Software Quality: Bursting the CMM Hype
Indeed, CIOs who look to CMM for guarantees won’t find them, says Rick Harris, director of application development for OnStar, a division of GM that provides communications inside the company’s vehicles. He recalls confronting a manager from one of his CMM Level 5 offshore outsourcing companies who did not know how to do a testing plan for software. "My people had to train him to do it," he says. On another occasion, Harris’s staff discovered that the offshore provider had fallen far behind schedule in one of its projects but had not told him. "You’d think a Level 5 company would have told me months before that the schedule was slipping and we needed to do something," he says.

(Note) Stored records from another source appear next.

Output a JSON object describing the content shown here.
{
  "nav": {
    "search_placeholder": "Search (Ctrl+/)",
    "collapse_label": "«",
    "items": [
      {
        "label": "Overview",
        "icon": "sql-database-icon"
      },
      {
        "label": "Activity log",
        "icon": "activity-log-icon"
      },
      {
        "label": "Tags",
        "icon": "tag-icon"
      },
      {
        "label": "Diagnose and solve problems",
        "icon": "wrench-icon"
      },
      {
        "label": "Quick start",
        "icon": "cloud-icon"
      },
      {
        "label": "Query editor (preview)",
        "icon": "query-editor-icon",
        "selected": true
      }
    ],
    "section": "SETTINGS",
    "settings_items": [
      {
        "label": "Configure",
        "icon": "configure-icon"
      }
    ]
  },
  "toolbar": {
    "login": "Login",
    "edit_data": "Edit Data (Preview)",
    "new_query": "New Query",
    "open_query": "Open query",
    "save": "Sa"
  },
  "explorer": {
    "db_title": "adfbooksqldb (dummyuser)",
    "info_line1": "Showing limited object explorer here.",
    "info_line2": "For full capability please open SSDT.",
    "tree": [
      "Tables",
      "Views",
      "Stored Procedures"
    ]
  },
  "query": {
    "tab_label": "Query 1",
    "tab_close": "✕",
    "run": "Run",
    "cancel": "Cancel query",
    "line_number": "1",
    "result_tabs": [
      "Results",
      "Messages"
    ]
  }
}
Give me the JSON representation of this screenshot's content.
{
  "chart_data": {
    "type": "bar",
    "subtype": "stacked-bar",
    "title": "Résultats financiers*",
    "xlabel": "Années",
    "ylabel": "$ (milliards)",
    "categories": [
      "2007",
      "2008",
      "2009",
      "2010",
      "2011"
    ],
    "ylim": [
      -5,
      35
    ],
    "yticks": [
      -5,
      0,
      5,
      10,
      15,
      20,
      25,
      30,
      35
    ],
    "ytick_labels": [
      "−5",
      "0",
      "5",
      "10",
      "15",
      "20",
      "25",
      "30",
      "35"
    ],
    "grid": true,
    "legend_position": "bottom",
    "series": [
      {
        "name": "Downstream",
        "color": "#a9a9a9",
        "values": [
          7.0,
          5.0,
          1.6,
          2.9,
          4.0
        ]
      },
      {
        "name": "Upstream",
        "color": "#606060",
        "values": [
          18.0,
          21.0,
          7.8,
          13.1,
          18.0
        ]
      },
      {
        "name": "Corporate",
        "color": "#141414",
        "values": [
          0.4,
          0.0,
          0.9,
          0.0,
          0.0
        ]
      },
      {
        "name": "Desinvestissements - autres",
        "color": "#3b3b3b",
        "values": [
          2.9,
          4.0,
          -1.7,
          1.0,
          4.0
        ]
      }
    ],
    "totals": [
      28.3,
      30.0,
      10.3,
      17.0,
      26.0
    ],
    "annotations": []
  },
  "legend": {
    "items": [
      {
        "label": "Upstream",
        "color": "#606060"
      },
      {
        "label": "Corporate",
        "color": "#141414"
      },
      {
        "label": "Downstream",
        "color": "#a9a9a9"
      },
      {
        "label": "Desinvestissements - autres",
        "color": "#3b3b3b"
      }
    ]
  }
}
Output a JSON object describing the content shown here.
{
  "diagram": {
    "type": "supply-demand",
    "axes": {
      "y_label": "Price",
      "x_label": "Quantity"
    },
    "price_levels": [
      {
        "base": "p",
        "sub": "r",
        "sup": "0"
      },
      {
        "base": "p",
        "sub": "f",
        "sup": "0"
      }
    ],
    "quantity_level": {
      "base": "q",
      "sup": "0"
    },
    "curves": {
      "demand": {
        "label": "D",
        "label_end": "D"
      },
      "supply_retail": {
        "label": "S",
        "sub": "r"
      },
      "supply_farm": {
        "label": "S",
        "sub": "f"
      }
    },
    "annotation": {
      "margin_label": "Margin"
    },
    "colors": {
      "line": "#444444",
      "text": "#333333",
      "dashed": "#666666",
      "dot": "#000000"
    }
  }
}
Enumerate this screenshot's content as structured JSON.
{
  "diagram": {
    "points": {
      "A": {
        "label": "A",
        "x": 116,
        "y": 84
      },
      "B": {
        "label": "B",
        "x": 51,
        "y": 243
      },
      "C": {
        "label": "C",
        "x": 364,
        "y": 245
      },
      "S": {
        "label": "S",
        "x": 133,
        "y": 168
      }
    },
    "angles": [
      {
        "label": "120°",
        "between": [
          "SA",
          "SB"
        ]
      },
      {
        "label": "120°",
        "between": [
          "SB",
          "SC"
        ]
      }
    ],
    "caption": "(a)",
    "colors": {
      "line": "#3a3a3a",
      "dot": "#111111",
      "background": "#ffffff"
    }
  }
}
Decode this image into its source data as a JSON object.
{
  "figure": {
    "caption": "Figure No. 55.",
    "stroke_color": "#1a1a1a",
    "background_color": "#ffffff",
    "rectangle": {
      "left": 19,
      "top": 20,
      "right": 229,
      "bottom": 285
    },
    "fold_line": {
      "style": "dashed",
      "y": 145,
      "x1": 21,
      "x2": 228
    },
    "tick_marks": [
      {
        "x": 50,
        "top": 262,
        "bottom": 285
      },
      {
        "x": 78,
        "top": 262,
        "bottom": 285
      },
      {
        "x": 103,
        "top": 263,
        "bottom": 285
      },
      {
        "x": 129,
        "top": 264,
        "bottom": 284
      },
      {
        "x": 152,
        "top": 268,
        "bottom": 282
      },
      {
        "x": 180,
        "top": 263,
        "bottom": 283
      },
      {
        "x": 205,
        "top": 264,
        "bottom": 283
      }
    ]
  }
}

Problems like those can damage CIOs’ credibility inside IT and with the business?especially if they used a CMM level to defend a decision to move development offshore or use a particular outfit. As Harris has learned, what matters is what’s behind the impressive-looking number. Is there a verifiable commitment to quality, process and training? Can companies demonstrate improvements they’ve made over time in customer delivery times, developer productivity and defect density? Will the project managers that went through the assessment be assigned to your project? If the answer to any of these questions is no, then a CMM Level 5 isn’t worth much.
There is still no substitute for deep due diligence. "The real test is when you get into the trenches and see whether these companies bring their capabilities to bear," says Harris. "Do their people and processes hold up under pressure? In my experience, in some cases they have and others they haven’t."